Howdy, there, fellow ACONs.
I took a break for a while after May. There just wasn't much to say, and I sometimes find that when I'm more involved in reading other ACON blogs and writing my own posts, that I think about my mother too much and get bogged down in it, which isn't good. I also mentioned a knee injury a couple of posts back - that injury had me flat on my back for almost 10 days, and then I had four weeks of physical therapy. During the recovery period, I had to take a break from my daily workouts, which was really frustrating. I've never liked exercise at all, was suddenly ENJOYING running and working hard and sweating - how awful to be sidelined just when I had discovered the joy of it! I've been back to it for three weeks now, but I'm only going three days a week, so that I don't mess up my knee again. Hopefully with time I'll be able to do more stuff, more often. I lost 5% of my body fat during my induction phase (which had the six-weeks-off-for-injury in the middle of it, and only going twice a week at the end of it, so not too shabby!). My running time even with a still-slightly-gimpy knee is way, way better than it was before. Hooray for physical fitness! I'm looking forward to getting stronger and leaner and fitter.
On the mental-health side of things, I find summer to be schlumpy. It is way easier for me to stay motivated and active when the kids are in school and when it isn't 105 degrees outside. Anybody else?
Regarding the new therapist - I decided to stop going to her. There were a few red flags in the first session. She talked a LOT. She asked me for advice based on my profession and got off on a tangent about her planned vacation for almost twenty minutes! And at the end of that session, she called me a "Chatty Cathy." What?!?! I decided to chalk it up to first-time getting-to-know-you stuff and give her another go. Session two was still not great. She didn't seem to ask terribly insightful questions and spent more time telling me how great I am than challenging me to go deeper, work harder. I had said something about wanting to have a therapeutic relationship with somebody so that when I'm in a time of crisis, there is somebody who is already familiar with me. She responded that I shouldn't think of our relationship as "therapeutic," but that we're more like "friends." Um, no. I mean, I want to be friendly with a therapist. I want to be comfortable and able to chat. But I'm not paying you for us to have coffee and gossip. I'm paying for you to root around in my psyche and help me to figure my shit out. We are not friends.
So...yeah. No therapist at the moment. I would still like to have somebody I can go to when I'm having a hard time, who is already somebody that I know and trust and like, who already knows my story. But the thought of having to go through therapist after therapist to find this person is daunting, especially when I don't really need help right this moment.
Then there's this subversive thought of mine that keeps nagging me. The accepted wisdom out there in the world is that therapy is good for anybody. Every one can benefit from a little talk therapy, right? Well, I'm not so sure. It's a little ridiculous to think that every person on the face of the earth would benefit from the same narrow array of therapeutic solutions. I've come a long, long, long way in the last 15 years, and none of it had anything to do with a therapist. I don't regret not having a therapist through any of it. I thought hard, challenged the status quo, read lots and lots of books and articles, found other people who have had similar experiences, muddled my way through. Do I really need a therapist?
What do you think?
Can everybody benefit from talk therapy?
Are emotional coping and healing like diet and exercise, where different people may have different dietary needs and sensitivities, and build muscle tone and endurance in different ways?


» WHAT TO PRODUCE
Count the lines below that contain the word "Geography" and give only the number.

» DATA IN THIS EXERCISE
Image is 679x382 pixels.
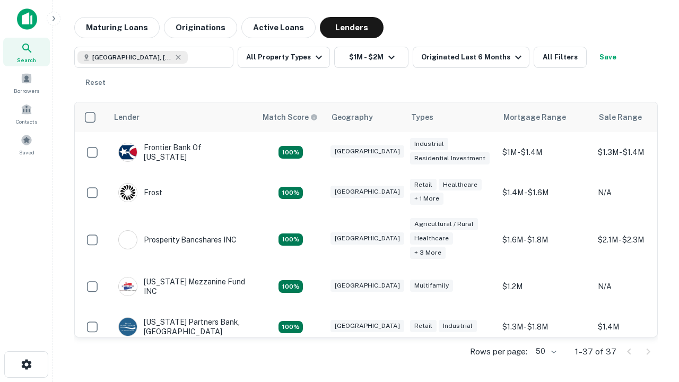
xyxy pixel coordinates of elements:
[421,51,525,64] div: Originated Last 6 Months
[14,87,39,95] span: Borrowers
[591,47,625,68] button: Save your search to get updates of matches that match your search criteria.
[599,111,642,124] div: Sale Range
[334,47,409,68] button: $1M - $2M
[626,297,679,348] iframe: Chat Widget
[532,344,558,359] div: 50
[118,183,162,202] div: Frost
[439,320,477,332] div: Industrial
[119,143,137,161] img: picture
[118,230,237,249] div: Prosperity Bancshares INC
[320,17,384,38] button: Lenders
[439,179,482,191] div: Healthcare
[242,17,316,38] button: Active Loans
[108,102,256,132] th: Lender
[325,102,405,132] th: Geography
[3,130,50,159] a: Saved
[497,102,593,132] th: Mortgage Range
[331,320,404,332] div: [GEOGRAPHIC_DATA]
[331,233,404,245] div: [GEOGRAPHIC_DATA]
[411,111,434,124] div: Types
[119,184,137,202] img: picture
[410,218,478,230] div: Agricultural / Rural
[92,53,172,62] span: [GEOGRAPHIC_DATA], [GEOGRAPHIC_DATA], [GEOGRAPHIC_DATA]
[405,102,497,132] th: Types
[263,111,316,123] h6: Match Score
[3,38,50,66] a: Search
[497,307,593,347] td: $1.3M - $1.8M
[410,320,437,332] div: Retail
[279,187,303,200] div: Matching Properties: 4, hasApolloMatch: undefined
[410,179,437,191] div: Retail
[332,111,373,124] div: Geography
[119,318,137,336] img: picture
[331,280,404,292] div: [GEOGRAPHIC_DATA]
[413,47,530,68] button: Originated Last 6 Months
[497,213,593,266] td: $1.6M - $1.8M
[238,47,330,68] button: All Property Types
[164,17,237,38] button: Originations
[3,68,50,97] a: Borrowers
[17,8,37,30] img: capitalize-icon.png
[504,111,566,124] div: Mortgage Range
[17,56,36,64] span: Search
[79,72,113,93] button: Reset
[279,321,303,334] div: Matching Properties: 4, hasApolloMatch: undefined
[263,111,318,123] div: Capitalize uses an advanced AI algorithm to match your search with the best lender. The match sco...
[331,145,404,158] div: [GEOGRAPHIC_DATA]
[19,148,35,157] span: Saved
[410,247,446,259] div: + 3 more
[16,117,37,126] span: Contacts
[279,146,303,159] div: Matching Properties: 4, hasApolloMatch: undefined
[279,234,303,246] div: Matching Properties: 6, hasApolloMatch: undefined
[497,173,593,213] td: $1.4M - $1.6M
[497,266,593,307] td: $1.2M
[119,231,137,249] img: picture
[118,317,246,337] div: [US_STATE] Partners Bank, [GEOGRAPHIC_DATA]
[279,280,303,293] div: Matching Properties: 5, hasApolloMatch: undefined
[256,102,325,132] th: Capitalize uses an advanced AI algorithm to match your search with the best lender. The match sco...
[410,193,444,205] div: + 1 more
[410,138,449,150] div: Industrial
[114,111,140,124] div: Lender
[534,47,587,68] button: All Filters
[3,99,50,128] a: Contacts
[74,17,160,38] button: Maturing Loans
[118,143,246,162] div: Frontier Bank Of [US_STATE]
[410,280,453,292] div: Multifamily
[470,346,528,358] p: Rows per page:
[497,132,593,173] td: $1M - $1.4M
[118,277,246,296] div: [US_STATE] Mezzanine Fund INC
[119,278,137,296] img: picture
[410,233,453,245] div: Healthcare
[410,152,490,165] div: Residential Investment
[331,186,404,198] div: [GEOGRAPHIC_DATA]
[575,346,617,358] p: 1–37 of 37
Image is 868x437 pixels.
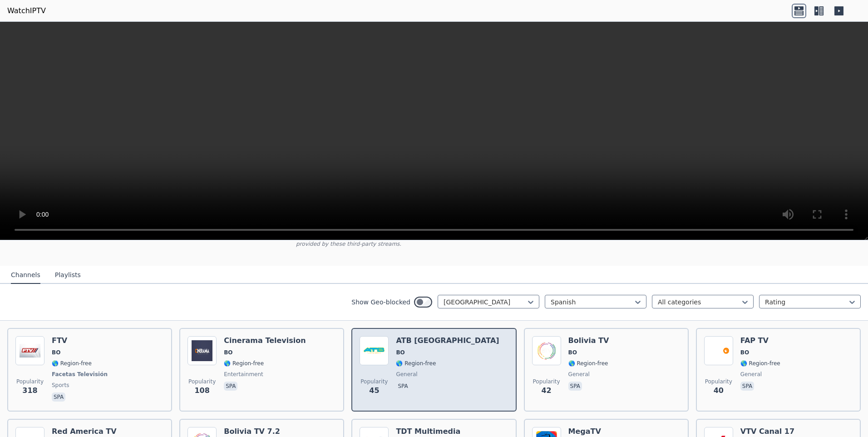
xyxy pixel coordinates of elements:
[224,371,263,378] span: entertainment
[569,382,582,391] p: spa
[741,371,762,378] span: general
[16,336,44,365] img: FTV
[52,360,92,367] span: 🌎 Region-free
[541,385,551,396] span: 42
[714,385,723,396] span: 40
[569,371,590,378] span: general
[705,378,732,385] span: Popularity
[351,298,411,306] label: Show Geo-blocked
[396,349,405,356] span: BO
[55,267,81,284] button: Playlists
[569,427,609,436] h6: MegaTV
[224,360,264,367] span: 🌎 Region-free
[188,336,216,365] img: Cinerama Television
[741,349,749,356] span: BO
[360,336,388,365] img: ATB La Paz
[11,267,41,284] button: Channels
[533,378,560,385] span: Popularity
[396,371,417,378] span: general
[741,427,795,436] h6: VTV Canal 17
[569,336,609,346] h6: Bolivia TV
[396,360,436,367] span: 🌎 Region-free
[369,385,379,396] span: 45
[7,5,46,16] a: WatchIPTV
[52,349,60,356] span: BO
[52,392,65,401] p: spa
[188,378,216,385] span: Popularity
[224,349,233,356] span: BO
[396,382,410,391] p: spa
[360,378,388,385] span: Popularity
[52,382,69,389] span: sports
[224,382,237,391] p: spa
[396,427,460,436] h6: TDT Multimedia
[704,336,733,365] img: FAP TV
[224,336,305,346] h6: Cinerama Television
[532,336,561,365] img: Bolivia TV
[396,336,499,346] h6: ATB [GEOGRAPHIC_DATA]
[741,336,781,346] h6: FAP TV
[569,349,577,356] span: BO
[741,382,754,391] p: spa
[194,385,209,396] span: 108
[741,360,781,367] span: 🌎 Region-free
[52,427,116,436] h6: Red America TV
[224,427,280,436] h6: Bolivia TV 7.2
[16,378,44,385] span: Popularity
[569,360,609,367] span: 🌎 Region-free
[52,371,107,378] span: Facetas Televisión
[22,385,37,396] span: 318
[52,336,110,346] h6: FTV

---

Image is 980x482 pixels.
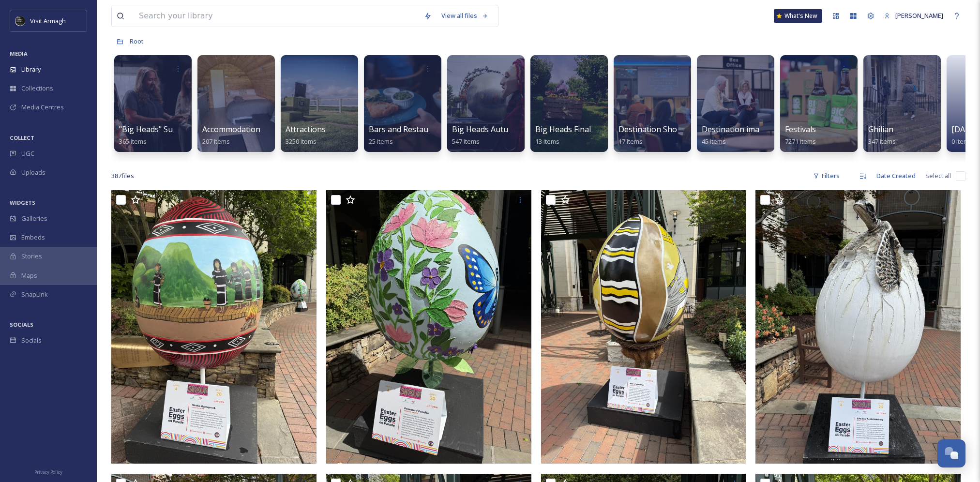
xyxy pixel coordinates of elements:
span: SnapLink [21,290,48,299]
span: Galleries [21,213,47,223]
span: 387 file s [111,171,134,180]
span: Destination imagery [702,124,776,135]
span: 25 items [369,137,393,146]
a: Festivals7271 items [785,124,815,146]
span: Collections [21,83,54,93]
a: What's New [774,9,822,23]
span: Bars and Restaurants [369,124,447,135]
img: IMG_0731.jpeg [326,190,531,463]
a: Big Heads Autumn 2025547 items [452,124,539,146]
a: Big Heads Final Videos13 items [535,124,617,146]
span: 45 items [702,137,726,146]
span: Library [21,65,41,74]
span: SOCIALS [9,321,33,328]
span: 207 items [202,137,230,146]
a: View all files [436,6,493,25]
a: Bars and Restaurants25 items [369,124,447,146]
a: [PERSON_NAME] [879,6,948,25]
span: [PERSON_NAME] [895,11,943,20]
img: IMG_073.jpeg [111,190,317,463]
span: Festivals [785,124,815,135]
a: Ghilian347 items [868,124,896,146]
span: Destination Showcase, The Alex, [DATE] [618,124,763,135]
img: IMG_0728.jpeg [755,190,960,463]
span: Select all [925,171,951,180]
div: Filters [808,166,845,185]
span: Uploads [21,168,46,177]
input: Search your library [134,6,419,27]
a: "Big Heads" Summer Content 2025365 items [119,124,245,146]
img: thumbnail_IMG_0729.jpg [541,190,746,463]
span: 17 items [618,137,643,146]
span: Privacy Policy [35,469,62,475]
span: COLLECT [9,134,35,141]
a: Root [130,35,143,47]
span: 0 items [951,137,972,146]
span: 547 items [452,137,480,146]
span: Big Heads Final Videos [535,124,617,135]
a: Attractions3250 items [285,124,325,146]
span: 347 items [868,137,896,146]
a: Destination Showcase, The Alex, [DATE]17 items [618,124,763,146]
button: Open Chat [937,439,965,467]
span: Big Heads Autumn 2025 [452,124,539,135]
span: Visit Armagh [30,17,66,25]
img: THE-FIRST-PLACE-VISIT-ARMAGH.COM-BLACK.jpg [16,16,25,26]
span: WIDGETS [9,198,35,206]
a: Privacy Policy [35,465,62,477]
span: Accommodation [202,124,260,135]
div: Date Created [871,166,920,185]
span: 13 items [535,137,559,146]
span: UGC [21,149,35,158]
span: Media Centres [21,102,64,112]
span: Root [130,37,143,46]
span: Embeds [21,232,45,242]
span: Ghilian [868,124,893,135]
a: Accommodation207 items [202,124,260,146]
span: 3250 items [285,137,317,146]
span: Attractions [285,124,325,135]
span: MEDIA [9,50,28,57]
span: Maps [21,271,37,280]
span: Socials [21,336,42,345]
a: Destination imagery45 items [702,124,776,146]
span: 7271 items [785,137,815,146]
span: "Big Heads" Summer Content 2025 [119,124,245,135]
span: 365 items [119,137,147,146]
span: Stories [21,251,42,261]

» TASK RESPONSE
2